Integration of city-centric approaches into national policy processes: Kampala’s case
This case study examines how Kampala, Uganda's capital, is integrating city-centric approaches into national policy to manage climate-related human mobility. As one of Africa's fastest-growing cities, Kampala hosts over 157,000 refugees and asylum seekers alongside large numbers of rural-urban migrants displaced by climate-related livelihood losses. The Kampala Capital City Authority (KCCA) has adopted a holistic, resilience-focused approach built around four pillars: climate-smart livelihoods, inclusive service provision, urban planning and climate adaptation, and policy and institutional development.

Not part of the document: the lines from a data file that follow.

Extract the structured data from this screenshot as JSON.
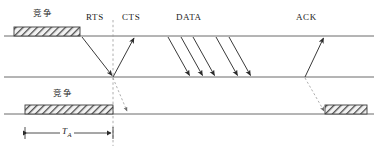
{
  "figure": {
    "type": "sequence-timing-diagram",
    "background_color": "#ffffff",
    "line_color": "#555555",
    "arrow_color": "#333333",
    "text_color": "#1a1a1a",
    "hatch_color": "#4a4a4a",
    "width": 378,
    "height": 153
  },
  "labels": {
    "contention_top": "竞争",
    "contention_bottom": "竞争",
    "rts": "RTS",
    "cts": "CTS",
    "data": "DATA",
    "ack": "ACK",
    "duration_symbol": "T",
    "duration_subscript": "A"
  },
  "timelines": [
    {
      "name": "station-a-timeline",
      "y": 36,
      "x_start": 4,
      "x_end": 374
    },
    {
      "name": "station-b-timeline",
      "y": 77,
      "x_start": 4,
      "x_end": 374
    },
    {
      "name": "station-c-timeline",
      "y": 114,
      "x_start": 4,
      "x_end": 374
    }
  ],
  "contention_bars": [
    {
      "name": "contention-bar-top",
      "x": 14,
      "y": 27,
      "width": 66,
      "height": 9
    },
    {
      "name": "contention-bar-bottom-left",
      "x": 25,
      "y": 105,
      "width": 88,
      "height": 9
    },
    {
      "name": "contention-bar-bottom-right",
      "x": 325,
      "y": 105,
      "width": 42,
      "height": 9
    }
  ],
  "arrows": [
    {
      "name": "rts-arrow",
      "label": "RTS",
      "x1": 82,
      "y1": 37,
      "x2": 113,
      "y2": 76,
      "style": "solid"
    },
    {
      "name": "cts-arrow",
      "label": "CTS",
      "x1": 113,
      "y1": 77,
      "x2": 134,
      "y2": 37,
      "style": "solid"
    },
    {
      "name": "data-arrow-1",
      "label": "DATA",
      "x1": 168,
      "y1": 37,
      "x2": 190,
      "y2": 76,
      "style": "solid"
    },
    {
      "name": "data-arrow-2",
      "label": "DATA",
      "x1": 181,
      "y1": 37,
      "x2": 203,
      "y2": 76,
      "style": "solid"
    },
    {
      "name": "data-arrow-3",
      "label": "DATA",
      "x1": 193,
      "y1": 37,
      "x2": 215,
      "y2": 76,
      "style": "solid"
    },
    {
      "name": "data-arrow-4",
      "label": "DATA",
      "x1": 216,
      "y1": 37,
      "x2": 238,
      "y2": 76,
      "style": "solid"
    },
    {
      "name": "data-arrow-5",
      "label": "DATA",
      "x1": 229,
      "y1": 37,
      "x2": 251,
      "y2": 76,
      "style": "solid"
    },
    {
      "name": "ack-arrow",
      "label": "ACK",
      "x1": 305,
      "y1": 77,
      "x2": 324,
      "y2": 37,
      "style": "solid"
    },
    {
      "name": "nav-dashed-arrow",
      "label": "",
      "x1": 305,
      "y1": 78,
      "x2": 325,
      "y2": 112,
      "style": "dashed"
    },
    {
      "name": "rts-dashed-arrow",
      "label": "",
      "x1": 113,
      "y1": 78,
      "x2": 128,
      "y2": 112,
      "style": "dashed"
    }
  ],
  "reference_line": {
    "name": "cts-reference-line",
    "x": 113,
    "y_top": 20,
    "y_bottom": 146,
    "style": "dashed"
  },
  "measurement": {
    "name": "ta-measurement",
    "x1": 25,
    "x2": 113,
    "y": 133,
    "tick_top": 127,
    "tick_bottom": 139
  },
  "label_positions": {
    "contention_top": {
      "x": 33,
      "y": 8
    },
    "rts": {
      "x": 86,
      "y": 13
    },
    "cts": {
      "x": 122,
      "y": 13
    },
    "data": {
      "x": 176,
      "y": 13
    },
    "ack": {
      "x": 296,
      "y": 13
    },
    "contention_bottom": {
      "x": 53,
      "y": 88
    },
    "duration": {
      "x": 63,
      "y": 125
    }
  }
}
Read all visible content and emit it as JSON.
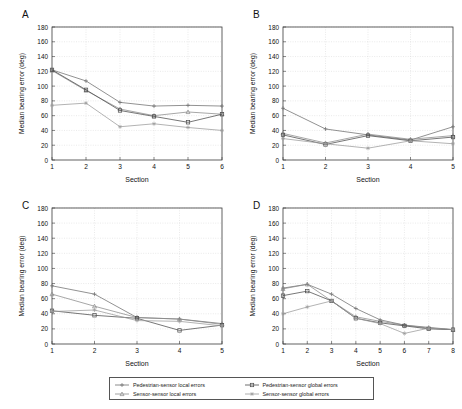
{
  "figure": {
    "background": "#ffffff",
    "axis_color": "#3a3a3a",
    "grid_color": "#c9c9c9",
    "y_axis_label": "Median bearing error (deg)",
    "x_axis_label": "Section",
    "y_ticks": [
      0,
      20,
      40,
      60,
      80,
      100,
      120,
      140,
      160,
      180
    ]
  },
  "series_styles": [
    {
      "key": "pedestrian_sensor_local",
      "color": "#6e6e6e",
      "marker": "plus"
    },
    {
      "key": "sensor_sensor_local",
      "color": "#8a8a8a",
      "marker": "triangle"
    },
    {
      "key": "pedestrian_sensor_global",
      "color": "#4a4a4a",
      "marker": "square"
    },
    {
      "key": "sensor_sensor_global",
      "color": "#9a9a9a",
      "marker": "star"
    }
  ],
  "legend": {
    "entries": [
      {
        "label": "Pedestrian-sensor local errors",
        "key": "pedestrian_sensor_local"
      },
      {
        "label": "Pedestrian-sensor global errors",
        "key": "pedestrian_sensor_global"
      },
      {
        "label": "Sensor-sensor local errors",
        "key": "sensor_sensor_local"
      },
      {
        "label": "Sensor-sensor global errors",
        "key": "sensor_sensor_global"
      }
    ]
  },
  "panels": [
    {
      "label": "A",
      "chart_ref": 0
    },
    {
      "label": "B",
      "chart_ref": 1
    },
    {
      "label": "C",
      "chart_ref": 2
    },
    {
      "label": "D",
      "chart_ref": 3
    }
  ],
  "chart_data": [
    {
      "type": "line",
      "panel": "A",
      "title": "",
      "xlabel": "Section",
      "ylabel": "Median bearing error (deg)",
      "categories": [
        1,
        2,
        3,
        4,
        5,
        6
      ],
      "xlim": [
        1,
        6
      ],
      "ylim": [
        0,
        180
      ],
      "grid": true,
      "legend": "below-figure",
      "series": [
        {
          "name": "Pedestrian-sensor local errors",
          "values": [
            122,
            107,
            78,
            73,
            74,
            73
          ]
        },
        {
          "name": "Sensor-sensor local errors",
          "values": [
            121,
            94,
            69,
            60,
            65,
            62
          ]
        },
        {
          "name": "Pedestrian-sensor global errors",
          "values": [
            122,
            95,
            67,
            59,
            51,
            62
          ]
        },
        {
          "name": "Sensor-sensor global errors",
          "values": [
            74,
            77,
            45,
            49,
            44,
            40
          ]
        }
      ]
    },
    {
      "type": "line",
      "panel": "B",
      "title": "",
      "xlabel": "Section",
      "ylabel": "Median bearing error (deg)",
      "categories": [
        1,
        2,
        3,
        4,
        5
      ],
      "xlim": [
        1,
        5
      ],
      "ylim": [
        0,
        180
      ],
      "grid": true,
      "legend": "below-figure",
      "series": [
        {
          "name": "Pedestrian-sensor local errors",
          "values": [
            70,
            42,
            34,
            27,
            45
          ]
        },
        {
          "name": "Sensor-sensor local errors",
          "values": [
            36,
            23,
            35,
            28,
            33
          ]
        },
        {
          "name": "Pedestrian-sensor global errors",
          "values": [
            34,
            21,
            33,
            26,
            31
          ]
        },
        {
          "name": "Sensor-sensor global errors",
          "values": [
            29,
            22,
            16,
            26,
            22
          ]
        }
      ]
    },
    {
      "type": "line",
      "panel": "C",
      "title": "",
      "xlabel": "Section",
      "ylabel": "Median bearing error (deg)",
      "categories": [
        1,
        2,
        3,
        4,
        5
      ],
      "xlim": [
        1,
        5
      ],
      "ylim": [
        0,
        180
      ],
      "grid": true,
      "legend": "below-figure",
      "series": [
        {
          "name": "Pedestrian-sensor local errors",
          "values": [
            77,
            66,
            35,
            33,
            27
          ]
        },
        {
          "name": "Sensor-sensor local errors",
          "values": [
            66,
            50,
            35,
            33,
            26
          ]
        },
        {
          "name": "Pedestrian-sensor global errors",
          "values": [
            44,
            38,
            34,
            18,
            25
          ]
        },
        {
          "name": "Sensor-sensor global errors",
          "values": [
            43,
            45,
            31,
            30,
            24
          ]
        }
      ]
    },
    {
      "type": "line",
      "panel": "D",
      "title": "",
      "xlabel": "Section",
      "ylabel": "Median bearing error (deg)",
      "categories": [
        1,
        2,
        3,
        4,
        5,
        6,
        7,
        8
      ],
      "xlim": [
        1,
        8
      ],
      "ylim": [
        0,
        180
      ],
      "grid": true,
      "legend": "below-figure",
      "series": [
        {
          "name": "Pedestrian-sensor local errors",
          "values": [
            74,
            79,
            66,
            47,
            32,
            25,
            22,
            19
          ]
        },
        {
          "name": "Sensor-sensor local errors",
          "values": [
            73,
            79,
            57,
            36,
            30,
            25,
            21,
            19
          ]
        },
        {
          "name": "Pedestrian-sensor global errors",
          "values": [
            64,
            70,
            57,
            34,
            28,
            24,
            20,
            19
          ]
        },
        {
          "name": "Sensor-sensor global errors",
          "values": [
            40,
            49,
            57,
            34,
            27,
            14,
            21,
            19
          ]
        }
      ]
    }
  ]
}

Despite governance progress, Kampala faces persistent challenges including limited affordable housing, frequent flooding, competition for informal jobs, and tensions between refugee and host communities. While the KCCA has developed frameworks such as the Kampala City Emergency Response Plan 2025–2030 and is establishing Refugee Management Desks across city divisions, a key learning emerges: enhanced urban support systems can attract additional migration driven not by vulnerability but by the benefits of city life, complicating efforts to balance service provision with sustainable migration management. Funding remains dependent on own-source revenue, central government transfers, and external aid from institutions such as the World Bank and Africa Development Bank.